Dear Diary: Come Home

ddk0112

On Sunday, I rented two film titles that seem to go together in my mind, and discovered that I’m  not the only one: on each DVD, the final preview before the feature is the other movie.

It was only when I watched these movies that I remembered why I wanted to see them again. Junebug: Amy Adams and Alessandro Nivola. I don’t think that I knew who either of them were when I saw Junebug the first time. Thumbsucker: Tilda Swinton and Walter Kirn. Walter Kirn isn’t in Thumbsucker, of course; he wrote the novel on which it is based. (He is in Up in the Air, though, even though he’s not credited — I’m sure that he is! I’m probably wrong, though, since IMDb never misses these things. What’s this? Walter Kirn is in Thumbsucker. But that’s not why I wanted to see it.)

I remembered the atmosphere of Junebug fairly well, but I wasn’t sure that I’d seen Thumbsucker before until it started — the old names-and-faces problem.

Considering the number of DVDs that I own, and the rashness with which I acquire new ones, it might seem odd that neither of these pictures is in my library. It didn’t seem odd to me though, as I sat through them a second time. Thumbsucker is something of a bad dream, and Junebug is a nightmare.

Thumbsucker begins, for me, when Justin (Lou Pucci) gets the acceptance letter from NYU. It ends about five minutes later, with the credits. Most of the film is an exercise in throat-clearing, and that seems to be the point: isn’t America’s throat interesting? And isn’t Oregon beautiful! Although I like almost everyone in the very strong cast, nobody does much of anything that’s interesting. (Tilda Swinton is interesting just sitting in a chair, but she’s so much more exciting in The Deep End that the unavoidable comparison makes Thumbsucker seem very flat.) Poor Lou Pucci, with that lanky hair, bears an unsettling resemblance to Tippy Walker, the poor little rich girl in The World of Henry Orient.

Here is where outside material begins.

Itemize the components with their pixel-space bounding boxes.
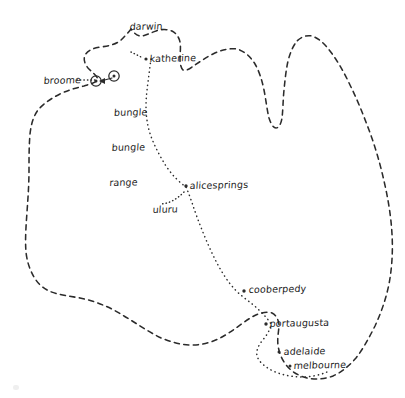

Junebug also has a very strong cast, but it’s also put to great use. Amy Adams, Celia Weston, Alessandro Nivola — all wonderful. Embeth Davidtz is really luminous as the international sophisticate (“I was born in Japan.”) for whom central North Carolina is just another exotic location. I missed this the first time. I imagined that her character, Madeleine couldn’t stand being in her new husband’s family home, and must be dying to get back to Chicago. But Madeleine has seen stranger places, and she knows how to take a deep breath, somehow assured that she’ll be home soon enough. I must think of her the next time I’m in an unaccustomed setting. (It won’t do any good; I’m massively uncomfortable wherever I can’t speak freely.)

But the Junebug act that fascinated me earlier this evening was Ben McKenzie. I have no idea why. His character, Johnny Johnsten, is nasty little cracker in the making, an overflowing toilet of sullen resentment and off-loaded blame. He has made his mind up to be defeated, and at some point this will make him dangerous. How Mr McKenzie managed to make Johnny cutely pathetic and warmly funny, I have no idea. Perhaps he reminded me of someone I knew in Texas.

And then there was that hymn, “Come Home,” that Mr Nivola’s character is persuaded to sing at a church supper. This time, I got the hymn, too.